ESRS: Overview of 12 Standards

I. Definition

ESRS stands for European Sustainability Reporting Standards.
They are official EU standards that explain what companies must report about sustainability under the CSRD regulation.

The 12 ESRS standards define:

  • which topics must be covered (environment, social, governance),
  • what data must be disclosed,
  • and how this information must be structured.

Their purpose is simple: make sustainability information comparable, verifiable, and clear across all European companies.

II. Context

The ESRS were created to support the CSRD (Corporate Sustainability Reporting Directive).
Before ESRS, companies reported sustainability data in very different ways.
This made comparison difficult and reduced trust in ESG information.

The 12 standards are divided into three main blocks:

  • Cross-cutting standards (general rules and double materiality)
  • Environmental standards (climate, pollution, water, biodiversity, resources)
  • Social and governance standards (workforce, value chain, consumers, business conduct)

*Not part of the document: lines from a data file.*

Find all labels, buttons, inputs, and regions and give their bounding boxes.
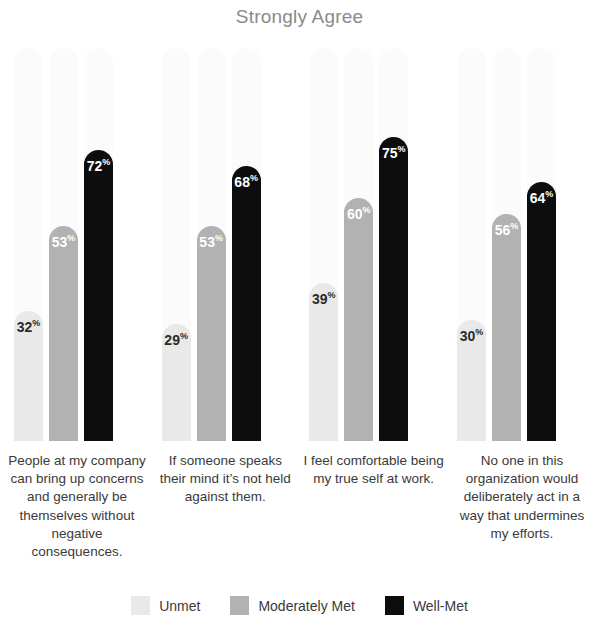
percent-sign: %	[475, 327, 483, 337]
category-labels: People at my company can bring up concer…	[0, 452, 599, 572]
bar-value-label: 29%	[164, 332, 188, 347]
bar-group-3: 39%60%75%	[309, 48, 437, 441]
bar-moderate[interactable]: 53%	[49, 226, 78, 441]
bar-group-2: 29%53%68%	[162, 48, 290, 441]
bar-unmet[interactable]: 32%	[14, 311, 43, 441]
bar-well[interactable]: 75%	[379, 137, 408, 441]
bar-well[interactable]: 64%	[527, 182, 556, 441]
category-label: If someone speaks their mind it’s not he…	[154, 452, 296, 572]
legend-label: Unmet	[159, 598, 200, 614]
bar-track: 68%	[232, 48, 261, 441]
legend-swatch-icon	[385, 596, 404, 615]
category-label: I feel comfortable being my true self at…	[303, 452, 445, 572]
bar-track: 60%	[344, 48, 373, 441]
chart-title: Strongly Agree	[0, 6, 599, 28]
legend-swatch-icon	[230, 596, 249, 615]
category-label: No one in this organization would delibe…	[451, 452, 593, 572]
bar-value-label: 60%	[347, 206, 371, 221]
percent-sign: %	[67, 233, 75, 243]
bar-value-label: 75%	[382, 145, 406, 160]
bar-track: 39%	[309, 48, 338, 441]
bar-unmet[interactable]: 29%	[162, 324, 191, 441]
bar-value-label: 53%	[199, 234, 223, 249]
bar-moderate[interactable]: 60%	[344, 198, 373, 441]
bar-group-1: 32%53%72%	[14, 48, 142, 441]
legend-swatch-icon	[131, 596, 150, 615]
chart-legend: UnmetModerately MetWell-Met	[0, 596, 599, 615]
percent-sign: %	[102, 157, 110, 167]
legend-item[interactable]: Moderately Met	[230, 596, 354, 615]
plot-area: 32%53%72%29%53%68%39%60%75%30%56%64%	[0, 48, 599, 441]
percent-sign: %	[398, 144, 406, 154]
legend-item[interactable]: Well-Met	[385, 596, 468, 615]
percent-sign: %	[215, 233, 223, 243]
percent-sign: %	[545, 189, 553, 199]
bar-track: 75%	[379, 48, 408, 441]
bar-unmet[interactable]: 30%	[457, 320, 486, 441]
bar-track: 30%	[457, 48, 486, 441]
bar-moderate[interactable]: 53%	[197, 226, 226, 441]
percent-sign: %	[363, 205, 371, 215]
percent-sign: %	[32, 318, 40, 328]
percent-sign: %	[250, 173, 258, 183]
bar-value-label: 72%	[87, 158, 111, 173]
bar-track: 53%	[49, 48, 78, 441]
percent-sign: %	[328, 290, 336, 300]
bar-value-label: 53%	[52, 234, 76, 249]
chart-container: Strongly Agree 32%53%72%29%53%68%39%60%7…	[0, 0, 599, 637]
bar-track: 53%	[197, 48, 226, 441]
percent-sign: %	[180, 331, 188, 341]
bar-value-label: 30%	[460, 328, 484, 343]
bar-track: 29%	[162, 48, 191, 441]
bar-track: 32%	[14, 48, 43, 441]
bar-value-label: 32%	[17, 319, 41, 334]
bar-group-4: 30%56%64%	[457, 48, 585, 441]
category-label: People at my company can bring up concer…	[6, 452, 148, 572]
legend-label: Moderately Met	[258, 598, 354, 614]
bar-value-label: 39%	[312, 291, 336, 306]
bar-track: 64%	[527, 48, 556, 441]
bar-value-label: 68%	[234, 174, 258, 189]
bar-unmet[interactable]: 39%	[309, 283, 338, 441]
bar-track: 72%	[84, 48, 113, 441]
bar-value-label: 64%	[530, 190, 554, 205]
bar-well[interactable]: 68%	[232, 166, 261, 441]
bar-track: 56%	[492, 48, 521, 441]
bar-well[interactable]: 72%	[84, 150, 113, 441]
bar-moderate[interactable]: 56%	[492, 214, 521, 441]
percent-sign: %	[510, 221, 518, 231]
legend-label: Well-Met	[413, 598, 468, 614]
legend-item[interactable]: Unmet	[131, 596, 200, 615]
bar-value-label: 56%	[495, 222, 519, 237]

Each standard explains what to report, why it matters, and how to present the data.
Companies must not report everything blindly.
They must first apply double materiality to identify what is truly relevant.

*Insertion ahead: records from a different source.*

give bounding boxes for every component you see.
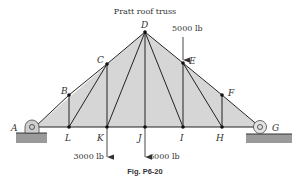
label-J: J bbox=[136, 133, 143, 143]
joint-L bbox=[67, 125, 71, 129]
joint-F bbox=[220, 93, 224, 97]
ground-left bbox=[16, 133, 47, 143]
load-label-E: 5000 lb bbox=[172, 24, 203, 33]
joint-B bbox=[67, 93, 71, 97]
label-K: K bbox=[96, 133, 105, 143]
joint-H bbox=[220, 125, 224, 129]
load-label-K: 3000 lb bbox=[73, 152, 104, 161]
figure-caption: Fig. P6-20 bbox=[127, 167, 162, 176]
diagram-title: Pratt roof truss bbox=[114, 7, 176, 16]
joint-C bbox=[105, 62, 109, 66]
label-H: H bbox=[215, 133, 224, 143]
joint-D bbox=[143, 30, 147, 34]
label-D: D bbox=[140, 20, 148, 30]
ground-right bbox=[246, 134, 292, 143]
label-A: A bbox=[10, 123, 18, 133]
roller-icon bbox=[254, 121, 267, 134]
truss-diagram: Pratt roof truss A B C D E F G H I J K L… bbox=[0, 0, 296, 188]
label-C: C bbox=[97, 55, 104, 65]
load-label-J: 6000 lb bbox=[149, 152, 180, 161]
label-G: G bbox=[272, 123, 279, 133]
pin-bracket-icon bbox=[25, 120, 39, 133]
label-B: B bbox=[60, 86, 68, 96]
joint-I bbox=[181, 125, 185, 129]
label-F: F bbox=[227, 88, 235, 98]
label-E: E bbox=[188, 56, 196, 66]
label-L: L bbox=[64, 133, 71, 143]
joint-E bbox=[181, 61, 185, 65]
label-I: I bbox=[179, 133, 184, 143]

The ESRS are technical, but their logic is practical:
report what matters, prove it with data, and explain it clearly.

IV. Related terms

V. Example

A mid-sized European manufacturing company falls under the CSRD.

To comply, it must use the ESRS. First, it performs a double materiality assessment. It identifies climate risks, energy use, and workforce safety as key topics.

Then, it applies the relevant ESRS standards. For climate, it follows ESRS E1. It reports emissions, targets, risks, and transition plans using defined metrics.

The result: a structured, comparable, and verifiable sustainability report that regulators, investors, and partners can actually trust.